With student loan debt and college costs skyrocketing, a new group aims to push for change inside and outside Washington.
George ZornickCumulative student loan debt in the United States has reached an astonishing $1.2 trillion, and it’s rising quickly. It shot up 20 percent just from the end of 2011 to May 2013, faster than even the growth of revolving credit products like credit cards. On average, the student loan debt held by 25-year-olds has gone up 91 percent in the past decade. The problem is exacerbated by tough economic times—nearly one-third of borrowers who have begun repayment are seriously delinquent.
And, as is true of so many issues, Congress has struggled to do anything substantial to solve the problem. Last summer, after it failed to come up with new student loan lending laws, Congress at the last minute prevented student loan interest rates from doubling, but only for new borrowers—no doubt a good move, but tiny in the face of such a large problem. Democrats also attached a measure to the Affordable Care Act that limits repayments to 10 percent of income and forgives debt after twenty years, which is beneficial but similarly a decidedly small-ball approach to the crisis.
Most higher education analysts agree drastic measures are needed—and to that end, a new coalition launched this week that aims to push forward radical ideas on how to both reduce the current student loan debt burden, but also make college more affordable going forward.
The “Higher Ed Not Debt” campaign is a coalition made up of a wide variety of groups: big unions (ranging from education unions like AFT and NEA, to bigger labor groups like the AFL-CIO, SEIU and AFSCME) to standard progressive organizing outfits (Progress Now, Working America and Jobs With Justice, to name a few) to big think tanks like the Center for American Progress and Demos.
It has four essential goals:
Provide support to borrowers now paying off the $1.2 trillion in student loan debt.
Change state funding and financial aid structures to address both the declining quality and increasing cost of higher education.
Address the role of Wall Street in the increasing financialization of student loan products, as well as the privatization of funding outlets.
Civic engagement and education on what it means to take on student debt, and how to push legislators to find better answers.

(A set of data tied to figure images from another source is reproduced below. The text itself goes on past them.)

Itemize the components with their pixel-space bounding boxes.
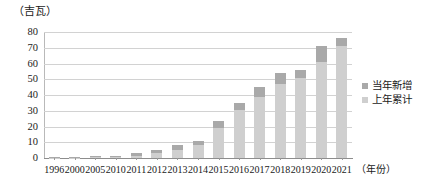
bar-segment-new bbox=[234, 103, 245, 110]
bar-segment-cumulative bbox=[275, 84, 286, 158]
bar-segment-cumulative bbox=[316, 62, 327, 158]
chart-screenshot: （吉瓦） 80706050403020100 19962000200520102… bbox=[0, 0, 442, 189]
y-axis-tick-label: 20 bbox=[2, 122, 38, 132]
bar-segment-new bbox=[110, 156, 121, 157]
bar-segment-new bbox=[316, 46, 327, 62]
x-axis-tickmark bbox=[95, 158, 96, 160]
y-axis-tick-label: 10 bbox=[2, 137, 38, 147]
x-axis-tickmark bbox=[136, 158, 137, 160]
x-axis-title: （年份） bbox=[356, 164, 396, 175]
gridline bbox=[44, 48, 352, 49]
x-axis-tickmark bbox=[321, 158, 322, 160]
x-axis-tickmark bbox=[54, 158, 55, 160]
chart-legend: 当年新增上年累计 bbox=[362, 79, 440, 107]
x-axis-tickmark bbox=[342, 158, 343, 160]
bar-segment-new bbox=[131, 153, 142, 155]
y-axis-tick-label: 70 bbox=[2, 43, 38, 53]
legend-item-label: 上年累计 bbox=[372, 94, 412, 105]
bar-segment-cumulative bbox=[254, 97, 265, 158]
x-axis-tickmark bbox=[75, 158, 76, 160]
bar-segment-new bbox=[336, 38, 347, 46]
plot-area bbox=[44, 32, 352, 158]
x-axis-tickmark bbox=[260, 158, 261, 160]
legend-swatch-icon bbox=[362, 97, 368, 103]
bar-segment-cumulative bbox=[172, 150, 183, 158]
x-axis-tickmark bbox=[116, 158, 117, 160]
legend-item[interactable]: 当年新增 bbox=[362, 79, 440, 92]
y-axis-tick-label: 0 bbox=[2, 153, 38, 163]
gridline bbox=[44, 64, 352, 65]
bar-segment-new bbox=[213, 121, 224, 128]
bar-segment-new bbox=[275, 73, 286, 84]
x-axis-tickmark bbox=[280, 158, 281, 160]
bar-segment-cumulative bbox=[295, 78, 306, 158]
x-axis-tickmark bbox=[177, 158, 178, 160]
bar-segment-new bbox=[254, 87, 265, 96]
y-axis-tick-label: 30 bbox=[2, 106, 38, 116]
legend-item[interactable]: 上年累计 bbox=[362, 93, 440, 106]
bar-segment-cumulative bbox=[336, 46, 347, 158]
y-axis-unit-label: （吉瓦） bbox=[13, 5, 57, 18]
bar-segment-new bbox=[193, 141, 204, 145]
x-axis-tickmark bbox=[157, 158, 158, 160]
legend-swatch-icon bbox=[362, 83, 368, 89]
bar-segment-new bbox=[151, 150, 162, 153]
y-axis-tick-label: 80 bbox=[2, 27, 38, 37]
x-axis-tickmark bbox=[301, 158, 302, 160]
x-axis-tickmark bbox=[198, 158, 199, 160]
legend-item-label: 当年新增 bbox=[372, 80, 412, 91]
x-axis-tickmark bbox=[219, 158, 220, 160]
gridline bbox=[44, 32, 352, 33]
y-axis-tick-label: 60 bbox=[2, 59, 38, 69]
x-axis-tick-label: 2021 bbox=[325, 164, 359, 175]
bar-segment-cumulative bbox=[234, 110, 245, 158]
x-axis-tickmark bbox=[239, 158, 240, 160]
bar-segment-new bbox=[172, 145, 183, 150]
y-axis-tick-label: 50 bbox=[2, 74, 38, 84]
bar-segment-new bbox=[295, 70, 306, 78]
y-axis-tick-label: 40 bbox=[2, 90, 38, 100]
bar-segment-cumulative bbox=[213, 128, 224, 158]
bar-segment-cumulative bbox=[193, 145, 204, 158]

Higher Ed Not Debt’s roadmap is pretty broad—maybe dangerously so, unless they really have the funding, manpower, and wherewithal to pull it off. The coalition will produce extensive reporting and research on the higher education crisis and particularly Wall Street’s role, and also—presumably with the help of the aforementioned think tanks—produce concrete policy proposals. It will naturally have a communications strategy to push out the message, alongside a grassroots organizing push in at least five states to recruit citizens to demand action. Finally, the group plans to get involved in elections to push candidates towards its preferred solutions.

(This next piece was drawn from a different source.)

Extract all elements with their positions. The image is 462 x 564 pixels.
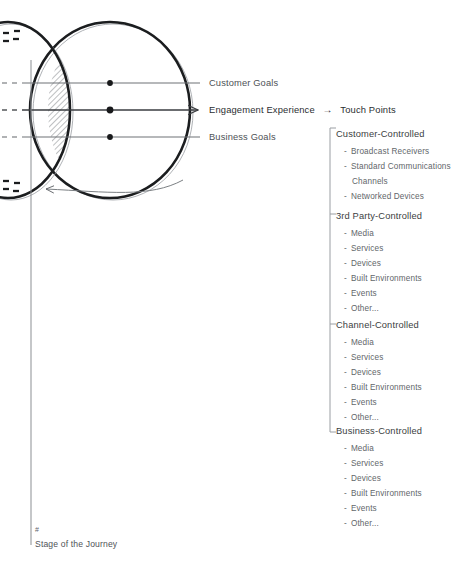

The campaign launched Thursday at the Center for American Progress with some big-name speakers: Senator Elizabeth Warren and AFT President Randi Weingarten.
Warren took a broad approach to the crisis, noting one fundamental problem: only the wealthy are able to avoid the student debt crisis. “If you’re not rich in America, college costs more. It costs more because you have to borrow the money, and pay and pay and pay,” she said. “As a matter of federal policy, we’ve penalized those young people by saying ‘You’re going to pay more for your education than people who have the blessing of being born to a family that can pay for it up front.’”
She noted that the federal government profits from this arrangement—based on the loans made between 2007 and 2012, the Treasury will bank $66 billion in profits. Warren pushed several proposals that for now are stuck in the Senate, but that the campaign aims to prop up.
One such idea is to enact the Buffet Rule, which closes tax loopholes for the wealthy, and use the money to reduce student interest loan rates. Warren is working with Democratic Senators Dick Durbin, Jack Reed, and Kirstin Gillibrand on a bill that would take the savings from the Buffet Rule and allow students currently holding loan debt to refinance down to 3.86 percent—and if enough savings were brought in from the Buffet Rule where all students could do that and there was still money left over, then allow for refinancing at an even lower rate.
“I think about it this way because I think about the choice America makes. Think about this. Right now in order to finance United States government, we take in billions of dollars in profits off student loans, but permit billionaires to have enough loopholes that they pay at tax rates that can be lower than those of their secretaries,” she said. “It’s about values. Where, as a country, do we believe we should make our investments? Follow the money on this. Invest in billionaires or invest in students. Well, I want to put my money on students.”
George ZornickTwitterGeorge Zornick is The Nation's former Washington editor.